The Inner Palace (closed to the public), which used to be the king’s harem, lies behind the gate of the left-hand side of the Chakri Maha Prasat. The harem was a town in itself, with shops, law courts, and a police force of the huge all-female population: as well as the current queens, the minor wives and their servants, this was home to the daughters and consorts of former kings, and the daughters of the aristocracy who attended the harem’s finishing school. Today, the Inner Palace houses schools of cooking, fruit-carving and other domestic sciences for well bred young Thais.
Dusit Maha Prasat
One the western side of the country yard, the delicately proportioned Dusit Maha Prasat, an audience hall built by Rama I epitomizes traditional Thai architecture. Outside, the soaring tiers of its red, gold and green roof culminate in a gilded Mongkut, a spire shaped like the king’s crown, which symbolizes the 33 Buddhist levels of perfection. Each tier of the roof bears a typical chofa, a slender, stylized bird’s –head final, and several hang hong (swan’s tails), which represent three-headed nagas. Inside, you can still see the original throne, the Phra Ratcha Banglang Pradap Muk, a masterpiece of mother-of-pearl inlaid work. When a senior member of the royal family dies, the hall is used for the lying-in-state: the body, embalmed and seated in a huge sealed urn, is placed in the west transept, waiting up two years for an auspicious day to be cremated.
To the right and behind the Dusit Maha Prasat rises a strange model mountain, decorated with fabulous animals and topped by a castle and prang. It represents Mount Krailas, a version of Mount Meru, the centre of the Hindu universe, and was built as the site of the royal tonsure ceremony. In former times, Thai children had shaved heads, except for a tuft of the crown, which, between the age of five and eight, was cut in a Hindu initiation rite to welcome adolescence.
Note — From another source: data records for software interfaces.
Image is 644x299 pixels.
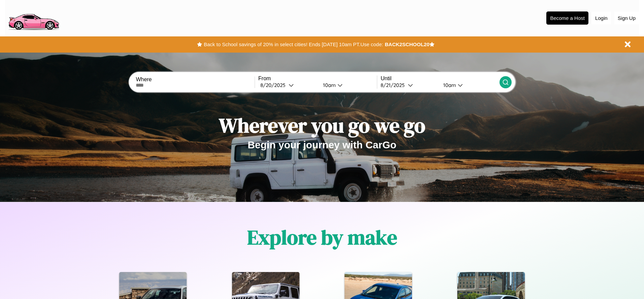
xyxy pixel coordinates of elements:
h1: Explore by make [248,224,397,251]
button: Become a Host [546,12,588,24]
button: 10am [438,82,499,89]
button: Back to School savings of 20% in select cities! Ends [DATE] 10am PT.Use code: [202,40,385,49]
button: Sign Up [614,12,639,24]
div: 10am [319,82,337,88]
b: BACK2SCHOOL20 [385,41,430,48]
div: 10am [439,82,457,88]
label: Until [380,75,499,82]
img: logo [5,4,62,31]
label: From [258,75,377,82]
div: 8 / 21 / 2025 [380,82,408,88]
div: 8 / 20 / 2025 [260,82,289,88]
button: 10am [318,82,377,89]
button: 8/20/2025 [258,82,318,89]
label: Where [135,76,254,83]
button: Login [592,12,611,24]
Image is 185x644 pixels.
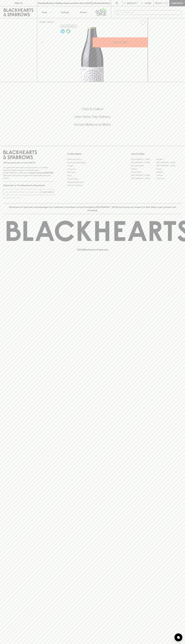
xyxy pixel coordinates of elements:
[131,152,182,155] p: OUR STORES
[3,96,182,141] div: Call to action block
[5,190,40,194] input: e.g. jane@blackheartsandsparrows.com.au
[29,172,53,174] strong: Liquor License #32064953
[3,122,182,126] h5: Across Melbourne Metro
[37,27,148,82] img: 39755.png
[55,6,74,18] a: Tastings
[5,205,180,212] p: Blackhearts & Sparrows acknowledges the traditional Custodians of land throughout [GEOGRAPHIC_DAT...
[67,184,118,187] a: Terms & Conditions
[131,164,156,167] a: Brunswick West
[177,636,180,639] img: bubble-icon
[131,167,156,171] a: Elwood
[171,2,183,5] p: Checkout
[67,158,118,161] a: Bottle Drop FAQ's
[67,180,118,184] a: Shipping Information
[14,2,23,5] p: FIND US
[37,6,56,18] button: Shop
[156,171,182,173] a: Geelong
[67,152,118,155] p: OTHER AREAS
[145,2,151,5] p: Login
[3,114,182,119] h5: Uber Same-Day Delivery
[60,29,65,33] img: Chilled Red
[42,11,47,14] p: Shop
[67,177,118,180] a: Privacy Policy
[80,11,87,14] p: Stores
[155,2,162,5] p: $0.00
[156,161,182,164] a: [GEOGRAPHIC_DATA]
[60,11,69,14] p: Tastings
[67,171,118,174] a: Gift Cards
[67,168,118,171] a: Contact Us
[131,171,156,173] a: Fitzroy North
[67,164,118,168] a: Careers
[67,161,118,164] a: Business & Bulk Gifting
[156,173,182,177] a: Prahran
[41,189,54,195] button: SUBSCRIBE
[74,6,93,18] a: Stores
[127,2,137,5] p: Wishlist
[131,173,156,177] a: [GEOGRAPHIC_DATA]
[166,3,167,4] p: 0
[3,107,182,111] h5: Click & Collect
[3,161,54,164] p: Sibling owned and run since [DATE]
[3,166,54,179] p: It is against the law to sell or supply alcohol to, or to obtain alcohol on behalf of a person un...
[47,21,53,23] a: SHOP
[156,167,182,171] a: Fitzroy
[3,197,54,199] p: We will never spam you
[42,190,53,194] p: SUBSCRIBE
[121,11,180,15] input: Try "Pinot noir"
[3,184,54,187] p: Subscribe to The Blackhearts Newsletter
[131,161,156,164] a: [GEOGRAPHIC_DATA]
[139,19,147,26] button: Add to wishlist
[67,174,118,177] a: FAQ's
[131,158,156,161] a: [GEOGRAPHIC_DATA]
[131,177,156,180] a: [GEOGRAPHIC_DATA]
[60,25,77,28] button: Add to wishlist
[60,29,65,34] a: Wonderful as is, but a slight chill will enhance the aromatics and give it a beautiful crunch.
[156,177,182,180] a: Thornbury
[156,158,182,161] a: Braddon
[65,29,71,34] a: Organic
[39,21,45,23] a: HOME
[93,37,148,47] button: ADD TO CART
[66,29,70,33] img: Organic
[156,164,182,167] a: [GEOGRAPHIC_DATA]
[113,41,128,44] p: ADD TO CART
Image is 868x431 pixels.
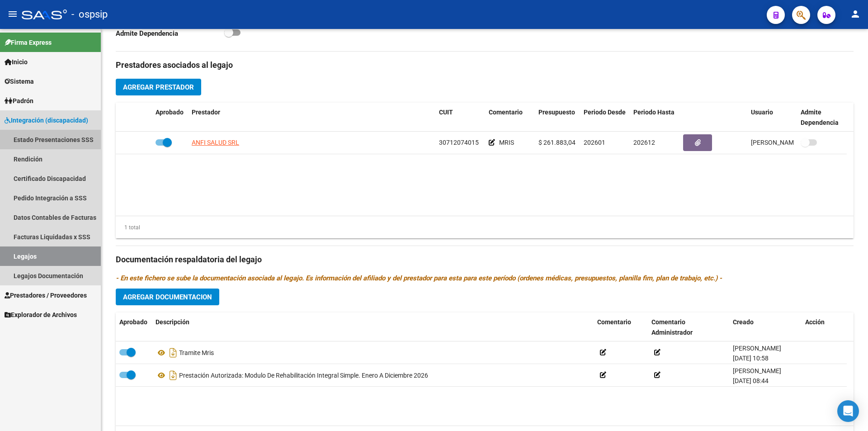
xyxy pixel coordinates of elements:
[123,83,194,91] span: Agregar Prestador
[120,318,147,325] span: Aprobado
[439,139,479,146] span: 30712074015
[729,312,802,342] datatable-header-cell: Creado
[71,4,108,24] span: - ospsip
[584,108,626,116] span: Periodo Desde
[633,108,674,116] span: Periodo Hasta
[4,77,34,86] span: Sistema
[188,102,435,132] datatable-header-cell: Prestador
[535,102,580,132] datatable-header-cell: Presupuesto
[733,354,769,362] span: [DATE] 10:58
[751,108,773,116] span: Usuario
[116,274,723,282] i: - En este fichero se sube la documentación asociada al legajo. Es información del afiliado y del ...
[4,310,77,320] span: Explorador de Archivos
[633,139,656,146] span: 202612
[4,57,28,67] span: Inicio
[802,312,847,342] datatable-header-cell: Acción
[797,102,847,132] datatable-header-cell: Admite Dependencia
[580,102,630,132] datatable-header-cell: Periodo Desde
[733,345,781,352] span: [PERSON_NAME]
[192,108,220,116] span: Prestador
[4,38,52,47] span: Firma Express
[539,139,576,146] span: $ 261.883,04
[156,346,590,360] div: Tramite Mris
[850,9,861,20] mat-icon: person
[435,102,485,132] datatable-header-cell: CUIT
[751,139,822,146] span: [PERSON_NAME] [DATE]
[733,377,769,385] span: [DATE] 08:44
[594,312,648,342] datatable-header-cell: Comentario
[123,293,212,301] span: Agregar Documentacion
[485,102,535,132] datatable-header-cell: Comentario
[733,318,754,325] span: Creado
[597,318,631,325] span: Comentario
[648,312,729,342] datatable-header-cell: Comentario Administrador
[116,312,152,342] datatable-header-cell: Aprobado
[116,58,853,71] h3: Prestadores asociados al legajo
[116,288,219,305] button: Agregar Documentacion
[192,139,239,146] span: ANFI SALUD SRL
[748,102,797,132] datatable-header-cell: Usuario
[167,368,179,383] i: Descargar documento
[801,108,839,126] span: Admite Dependencia
[116,223,140,232] div: 1 total
[584,139,606,146] span: 202601
[489,108,523,116] span: Comentario
[499,139,514,146] span: MRIS
[539,108,576,116] span: Presupuesto
[838,400,859,422] div: Open Intercom Messenger
[152,102,188,132] datatable-header-cell: Aprobado
[152,312,594,342] datatable-header-cell: Descripción
[116,28,225,39] p: Admite Dependencia
[4,115,89,126] span: Integración (discapacidad)
[651,318,693,336] span: Comentario Administrador
[733,367,781,374] span: [PERSON_NAME]
[156,108,183,116] span: Aprobado
[167,346,179,360] i: Descargar documento
[156,318,189,325] span: Descripción
[439,108,453,116] span: CUIT
[805,318,825,325] span: Acción
[630,102,680,132] datatable-header-cell: Periodo Hasta
[116,253,853,266] h3: Documentación respaldatoria del legajo
[4,95,34,106] span: Padrón
[4,290,87,300] span: Prestadores / Proveedores
[7,9,18,20] mat-icon: menu
[156,368,590,383] div: Prestación Autorizada: Modulo De Rehabilitación Integral Simple. Enero A Diciembre 2026
[116,78,201,95] button: Agregar Prestador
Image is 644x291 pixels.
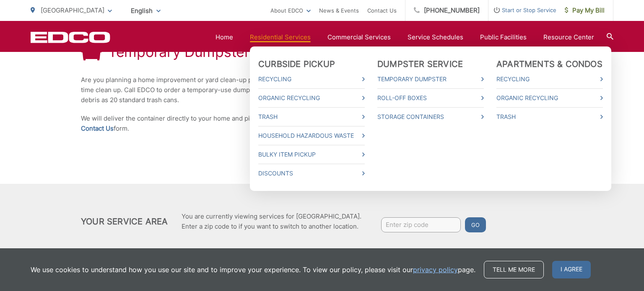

For the royal children, the rite was an elaborate ceremony that sometimes last five days, culminating with the king’s cutting of the hair knot. The child was then bathed at the model Krailas, in water representing the original river of the universe flowing down the central mountain.
The Wat Phra Kaeo Museum
In the nineteenth-century Royal Mint in front of the Dusit Maha Prasat – next to a small, basic cafe and an incongruous hair salon – the Wat Phra Kaeo Museum houses a mildly interesting collection of artifacts associated with the Emerald Buddha along with architectural elements rescued from the Grand Palace grounds during restoration in the 1980s. Highlights include the bones of various kings white elephants, and upstairs, the Emerald Buddha’s original costumes and two useful scale models of the Grand Palace, one it is now, the other as it was when first built. Also on the first floor stands the grey stone slab of the Manangasila Seat, where Ramkhamhaend, the great thirteenth-ceremony king of Sukhothai, is said to have sat and taught his subjects. It was discovered in 1833 by Rama IV during his monkhood and brought to Bangkok, where Rama VI used it as the throne for his coronation.